The value of a super account is sensitive to the share market. In retirement one usually wants dollars available in a consistent manner with a balance left after each withdrawal. Think capital preservation is job 1 when ‘it’ hits the fan (as it just did).
Most super accounts (balanced and slightly aggressive) have lost 20-30% of their value in the past 2 weeks. Has it reached the bottom yet? TBD. It may be years or even decades before accounts recover to their pre-crash valuations.
If you have an aggressive fund you might have lost 40-50% of the value almost overnight. Consider a long term rate of return of say 10% p.a. versus 5% pa for a more conservative fund - after the losses.
If I loose 20% and get 5% pa. back, compare that to losing 40% and getting 10% p.a. back.
eg for a balanced or slightly conservative fund,
$500,000 → $400,000 post crash
$20,000 pa added during the recovery (simplistically 5 years to recoup)
for the aggressive fund,
$500,000 → $300,000 post crash
$30,000 pa added during the recovery (simplistically 6.7 years to recoup)
/edit: obviously if all of the 'growth, 5% or 10% respectively in the above example, was drawn as a pension you would be ahead by $10,000 pa with the aggressive fund UNTIL the next crash or just a bad year. Since one wants it to last the rest of a lifetime it becomes a gamble how many bad years you can endure, and how the bad years coincide with your withdrawals or a lump sum if needed./
BUT you need funds in the interim so you would be withdrawing from the base of $400,000 or $300,000 respectively, elongating the time. If you needed a large sum today it would be taken from the lowest or close to the lowest amount available, leaving even less.
Does that explain it sufficiently?
OTOH, if you do not need the money, have other retirement income to cover all your expenses and wants, and are not withdrawing super, higher risk longer term investing might make sense with the long term horizon. However ‘our’ ages come into the equation. Is it a savings account or to fund retirement? How much of the account might be passed on to another?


Although the records contain pictures, repeat only the text of every line exactly.

=== Provided data ===

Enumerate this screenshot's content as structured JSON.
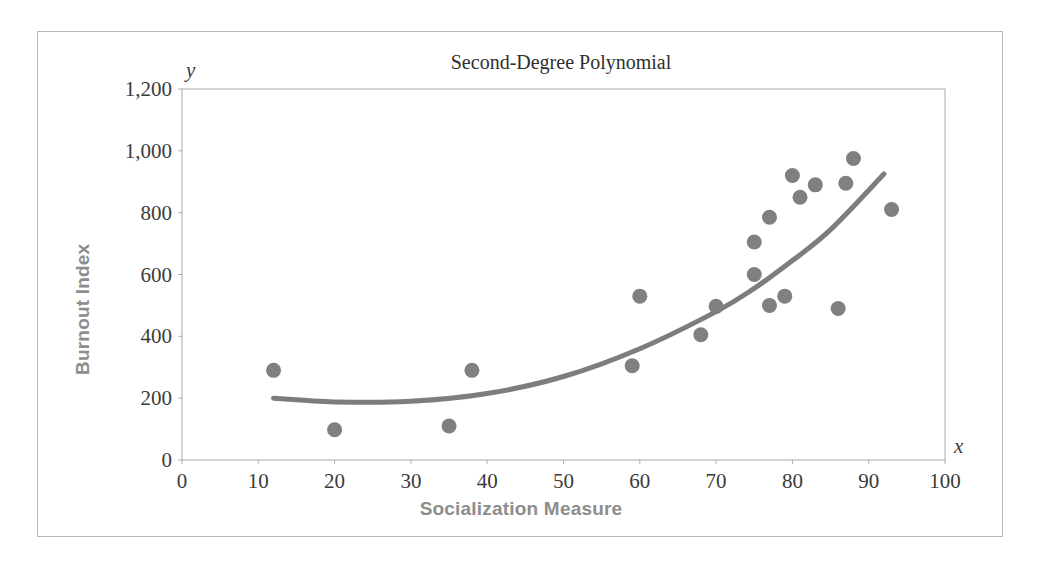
{
  "chart_data": {
    "type": "scatter",
    "title": "Second-Degree Polynomial",
    "xlabel": "Socialization Measure",
    "ylabel": "Burnout Index",
    "x_axis_letter": "x",
    "y_axis_letter": "y",
    "xlim": [
      0,
      100
    ],
    "ylim": [
      0,
      1200
    ],
    "xticks": [
      "0",
      "10",
      "20",
      "30",
      "40",
      "50",
      "60",
      "70",
      "80",
      "90",
      "100"
    ],
    "xtick_values": [
      0,
      10,
      20,
      30,
      40,
      50,
      60,
      70,
      80,
      90,
      100
    ],
    "yticks": [
      "0",
      "200",
      "400",
      "600",
      "800",
      "1,000",
      "1,200"
    ],
    "ytick_values": [
      0,
      200,
      400,
      600,
      800,
      1000,
      1200
    ],
    "grid": false,
    "legend": "none",
    "marker_color": "#808080",
    "trendline_color": "#7d7d7d",
    "axis_color": "#b0b0b0",
    "points": [
      {
        "x": 12,
        "y": 290
      },
      {
        "x": 20,
        "y": 98
      },
      {
        "x": 35,
        "y": 110
      },
      {
        "x": 38,
        "y": 290
      },
      {
        "x": 59,
        "y": 305
      },
      {
        "x": 60,
        "y": 530
      },
      {
        "x": 68,
        "y": 405
      },
      {
        "x": 70,
        "y": 497
      },
      {
        "x": 75,
        "y": 600
      },
      {
        "x": 75,
        "y": 705
      },
      {
        "x": 77,
        "y": 500
      },
      {
        "x": 77,
        "y": 785
      },
      {
        "x": 79,
        "y": 530
      },
      {
        "x": 80,
        "y": 920
      },
      {
        "x": 81,
        "y": 850
      },
      {
        "x": 83,
        "y": 890
      },
      {
        "x": 86,
        "y": 490
      },
      {
        "x": 87,
        "y": 895
      },
      {
        "x": 88,
        "y": 975
      },
      {
        "x": 93,
        "y": 810
      }
    ],
    "trendline": {
      "description": "second-degree polynomial fit",
      "x_start": 12,
      "x_end": 92,
      "points": [
        {
          "x": 12,
          "y": 200
        },
        {
          "x": 20,
          "y": 188
        },
        {
          "x": 30,
          "y": 190
        },
        {
          "x": 40,
          "y": 215
        },
        {
          "x": 50,
          "y": 270
        },
        {
          "x": 60,
          "y": 360
        },
        {
          "x": 70,
          "y": 480
        },
        {
          "x": 75,
          "y": 555
        },
        {
          "x": 80,
          "y": 645
        },
        {
          "x": 85,
          "y": 745
        },
        {
          "x": 92,
          "y": 925
        }
      ]
    }
  }
}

===

## [Result of this exercise]
Enumerate this screenshot's content as structured JSON.
{
  "chart_data": {
    "type": "scatter",
    "title": "Second-Degree Polynomial",
    "xlabel": "Socialization Measure",
    "ylabel": "Burnout Index",
    "x_axis_letter": "x",
    "y_axis_letter": "y",
    "xlim": [
      0,
      100
    ],
    "ylim": [
      0,
      1200
    ],
    "xticks": [
      "0",
      "10",
      "20",
      "30",
      "40",
      "50",
      "60",
      "70",
      "80",
      "90",
      "100"
    ],
    "xtick_values": [
      0,
      10,
      20,
      30,
      40,
      50,
      60,
      70,
      80,
      90,
      100
    ],
    "yticks": [
      "0",
      "200",
      "400",
      "600",
      "800",
      "1,000",
      "1,200"
    ],
    "ytick_values": [
      0,
      200,
      400,
      600,
      800,
      1000,
      1200
    ],
    "grid": false,
    "legend": "none",
    "marker_color": "#808080",
    "trendline_color": "#7d7d7d",
    "axis_color": "#b0b0b0",
    "points": [
      {
        "x": 12,
        "y": 290
      },
      {
        "x": 20,
        "y": 98
      },
      {
        "x": 35,
        "y": 110
      },
      {
        "x": 38,
        "y": 290
      },
      {
        "x": 59,
        "y": 305
      },
      {
        "x": 60,
        "y": 530
      },
      {
        "x": 68,
        "y": 405
      },
      {
        "x": 70,
        "y": 497
      },
      {
        "x": 75,
        "y": 600
      },
      {
        "x": 75,
        "y": 705
      },
      {
        "x": 77,
        "y": 500
      },
      {
        "x": 77,
        "y": 785
      },
      {
        "x": 79,
        "y": 530
      },
      {
        "x": 80,
        "y": 920
      },
      {
        "x": 81,
        "y": 850
      },
      {
        "x": 83,
        "y": 890
      },
      {
        "x": 86,
        "y": 490
      },
      {
        "x": 87,
        "y": 895
      },
      {
        "x": 88,
        "y": 975
      },
      {
        "x": 93,
        "y": 810
      }
    ],
    "trendline": {
      "description": "second-degree polynomial fit",
      "x_start": 12,
      "x_end": 92,
      "points": [
        {
          "x": 12,
          "y": 200
        },
        {
          "x": 20,
          "y": 188
        },
        {
          "x": 30,
          "y": 190
        },
        {
          "x": 40,
          "y": 215
        },
        {
          "x": 50,
          "y": 270
        },
        {
          "x": 60,
          "y": 360
        },
        {
          "x": 70,
          "y": 480
        },
        {
          "x": 75,
          "y": 555
        },
        {
          "x": 80,
          "y": 645
        },
        {
          "x": 85,
          "y": 745
        },
        {
          "x": 92,
          "y": 925
        }
      ]
    }
  }
}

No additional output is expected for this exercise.